The measures are the toughest in the world and have already pushed plastic packaging recycling rates in the EU to an all-time high of 41.5 percent — three times that of the United States.

“The EU has set a target for recycling 50 percent of plastic packaging by 2025, a goal that now looks within reach. And in 2025, a separate collection target of 77 percent will be in place for plastic bottles, increasing to 90 percent by 2029.

“This overarching regime will rely on the widespread adoption of extended producer responsibility schemes, which means that if a company introduces packaging or packaged goods into a country’s market, that firm remains responsible for the full cost of the collection, transportation, recycling or incineration of its products. In effect, the polluter pays. …

“ ‘The EU is taking the creation of a circular economy very seriously, and plastics are at the center of it,’ said Henning Wilts, director of circular economy at Germany’s Wuppertal Institute for Climate, Environment and Energy. …

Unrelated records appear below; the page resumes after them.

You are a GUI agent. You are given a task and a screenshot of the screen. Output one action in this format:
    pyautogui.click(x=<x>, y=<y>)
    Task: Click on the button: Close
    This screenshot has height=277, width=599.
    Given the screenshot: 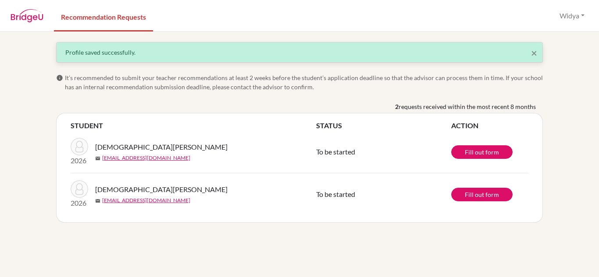 What is the action you would take?
    pyautogui.click(x=534, y=53)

“The U.S., which generates the largest amount of plastic waste in the world, is awash in waste now that China — the largest manufacturer of plastic — no longer accepts imported waste; many U.S. cities end up pitching plastic waste into landfills or burning it. Congress has commissioned the National Academies of Sciences to conduct a sweeping review of the U.S. contribution to plastic waste, due out at the end of this year. …

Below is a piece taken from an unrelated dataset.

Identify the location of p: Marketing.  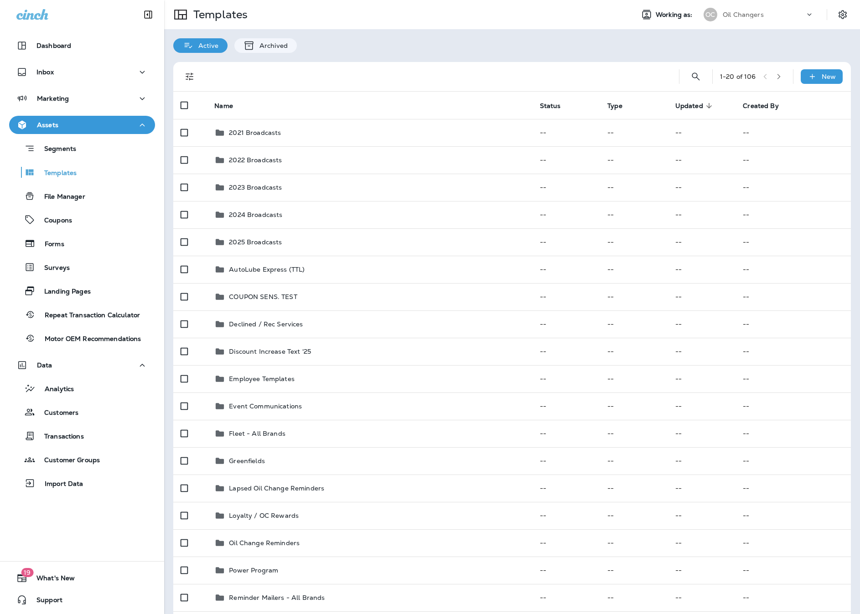
(53, 99).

“ ‘The 10-items ban is big. It’s not greenwashing,’ said Clara Löw, an analyst at the Öko-Institute, a German think tank. ‘There are many more measures afoot within the European Green Deal to rein in plastics and establish circularity as the cornerstone principle of Europe’s plastics economy. Even most Europeans aren’t aware of how much is happening right now.’ …

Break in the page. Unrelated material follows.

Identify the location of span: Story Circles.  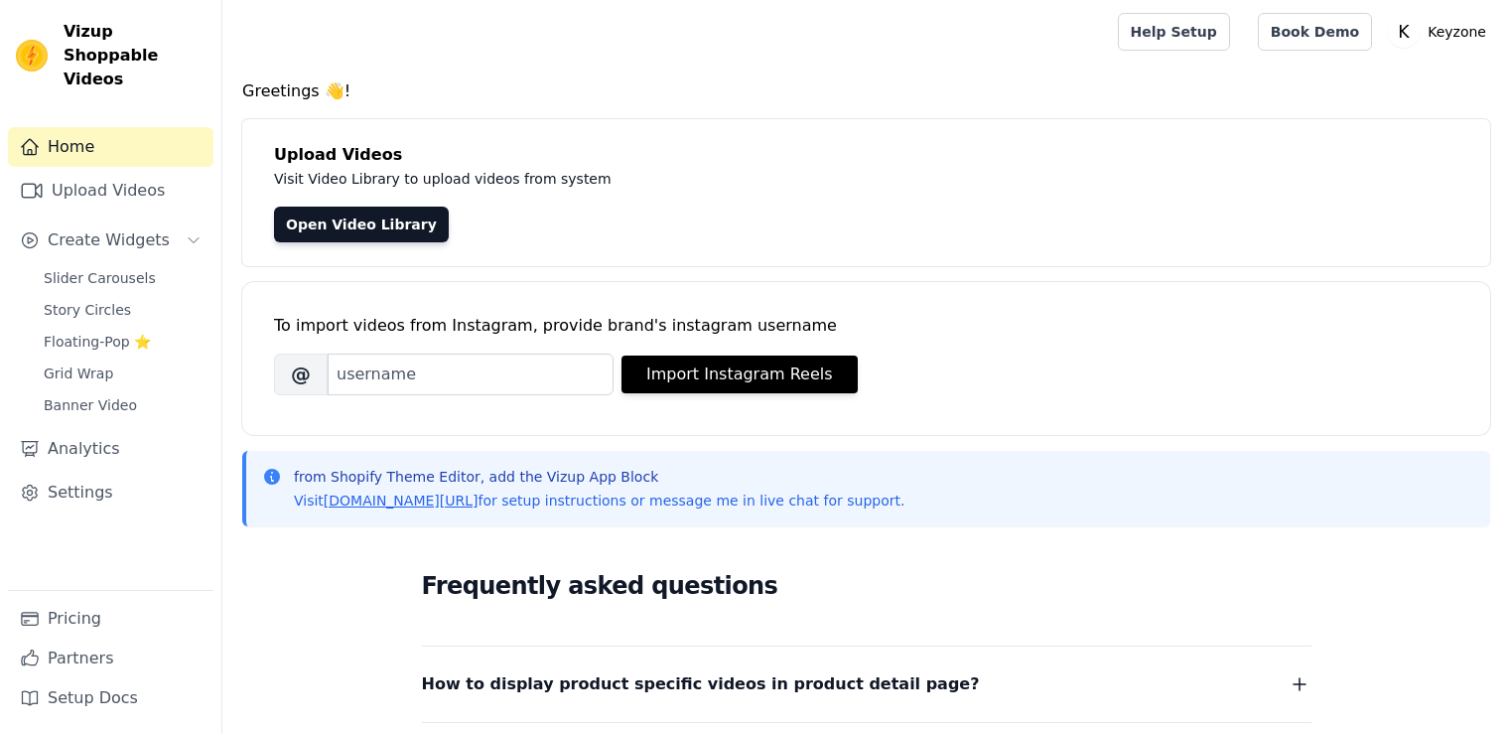
(87, 310).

“Carmine Trecroci, an economist and recycling expert at the University of Brescia in Italy, said that external factors like the price of oil have a major impact; as long as oil is cheap, which it has been in recent years, so too is plastics production, making it all the harder to rein in. The plastics sector in the EU is big business, employing 1.5 million people and generating 350 billion euros in 2019. Trecroci said the powerful Italian plastics lobby fought fiercely to block the 10-item ban, and then to slow and dilute it. In the end, however, the EU approved the ban.”

More at Yale Environment 360, here. Vested interests are always going to fight back against measures like that, but the EU shows that common sense can prevail. In the US, if consumers boycott plastic, I think we will see companies changing.

July 22, 2021 Update: Wow, I just saw that Maine is doing what we’ve been asking for. Read this.